Blog::Post.where(published_at: 15.years.ago..4.years.ago).includes(:rocketeer).map(&:rocketeer)
# Blog::Post Load (0.6ms) SELECT "blog_posts".* FROM "blog_posts"
# WHERE ("blog_posts"."published_at" BETWEEN '2000-06-12 14:40:06.429288' AND '2011-06-12 14:40:06.429498')
# Rocketeer Load (0.7ms) SELECT "rocketeers".* FROM "rocketeers"
# WHERE "rocketeers"."id" IN (12, 13, 14, 16) ORDER BY "rocketeers"."name"
But you want to do it in one query!
Rocketeer.where(
id: Blog::Post.where(published_at: 15.years.ago..4.years.ago).select(:rocketeer_id)
)
# Rocketeer Load (0.9ms) SELECT "rocketeers".* FROM "rocketeers"
# WHERE "rocketeers"."id" IN (
# SELECT "blog_posts"."rocketeer_id" FROM "blog_posts"
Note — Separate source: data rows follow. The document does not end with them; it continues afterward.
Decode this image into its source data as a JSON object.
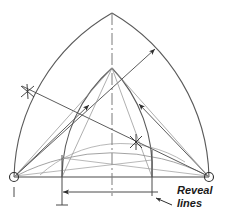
{
  "figure": {
    "type": "technical-line-drawing",
    "width": 225,
    "height": 217,
    "background_color": "#ffffff",
    "line_color": "#4a4a4a",
    "dark_line_color": "#2e2e2e",
    "light_line_color": "#8c8c8c",
    "text_color": "#1a1a1a"
  },
  "annotations": {
    "reveal_label_line1": "Reveal",
    "reveal_label_line2": "lines"
  },
  "geometry": {
    "baseline": {
      "y": 177,
      "x_left": 14,
      "x_right": 209
    },
    "centerline": {
      "x": 112,
      "y_top": 13,
      "y_bottom": 196
    },
    "apex": {
      "x": 112,
      "y": 13
    },
    "inner_apex": {
      "x": 112,
      "y": 68
    },
    "left_center": {
      "x": 14,
      "y": 177
    },
    "right_center": {
      "x": 209,
      "y": 177
    },
    "left_reveal": {
      "x": 62,
      "y": 177
    },
    "right_reveal": {
      "x": 152,
      "y": 177
    },
    "dimension_line_y": 192,
    "extension_bottom_y": 205
  },
  "markers": {
    "center_dot_radius": 4.5,
    "tick_cross_positions": [
      {
        "x": 28,
        "y": 92
      },
      {
        "x": 136,
        "y": 142
      }
    ],
    "arrowheads": [
      {
        "x": 152,
        "y": 52,
        "label": "outer-radius-arrow-right"
      },
      {
        "x": 86,
        "y": 108,
        "label": "inner-radius-arrow-left"
      },
      {
        "x": 136,
        "y": 107,
        "label": "inner-radius-arrow-right"
      },
      {
        "x": 63,
        "y": 192,
        "label": "dimension-arrow-left"
      },
      {
        "x": 157,
        "y": 201,
        "label": "reveal-leader-arrow"
      }
    ]
  }
}
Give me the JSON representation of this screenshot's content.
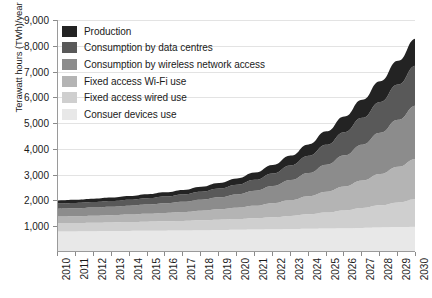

# WHERE ("blog_posts"."published_at" BETWEEN '2000-06-12 14:42:20.005077' AND '2011-06-12 14:42:20.005317')) ORDER BY "rocketeers"."name"
Interact with Rails via Runner (Jake Worth)
The rails runner
feature of the Ruby on Rails command line interface is pretty awesome.
The documentation states:
runner
runs Ruby code in the context of Rails non-interactively.
Use it like the ruby
command to execute Ruby code in the context of your Rails environment. Take this file:
# rails_runner_in_action.rb
puts Developer.count # 5
puts Post.count # 40
puts Channel.count # 17
And run it with:
$ rails runner rails_runner_in_action.rb
5
40
17
It also runs Ruby code right in the terminal, so this works (rails r
is an alias):
$ rails r "puts Developer.count"
5
http://guides.rubyonrails.org/command_line.html#rails-runner
Return an Empty Active Record Collection (Micah Cooper)
You can use .none
in a scope to short circuit the query in the event you don't have all the data.
Imagine this query but the project_type
on a Project
is nil
class User
scope :active -> { where(archived: nil }
scope :by_project, -> (project) do
return none unless project.type.present?
where(project_guid: project.guid, role: project.type)
end
end
Just return none
.
The cool thing about this is it's chainable. So you can still do something like:
project = Project.new(project_type: nil)
User.by_project(project).active
Conclusion
Thanks to Dillon, Josh, Micah Woods, and Micah Cooper for these posts.
Today I Learned had a spike in traffic near the beginning of the year, and these posts are mostly from that time. But there's a lot of great Rails tips from earlier. See them all here:
https://til.hashrocket.com/rails
Thanks for reading this series of posts, and keep learning every day.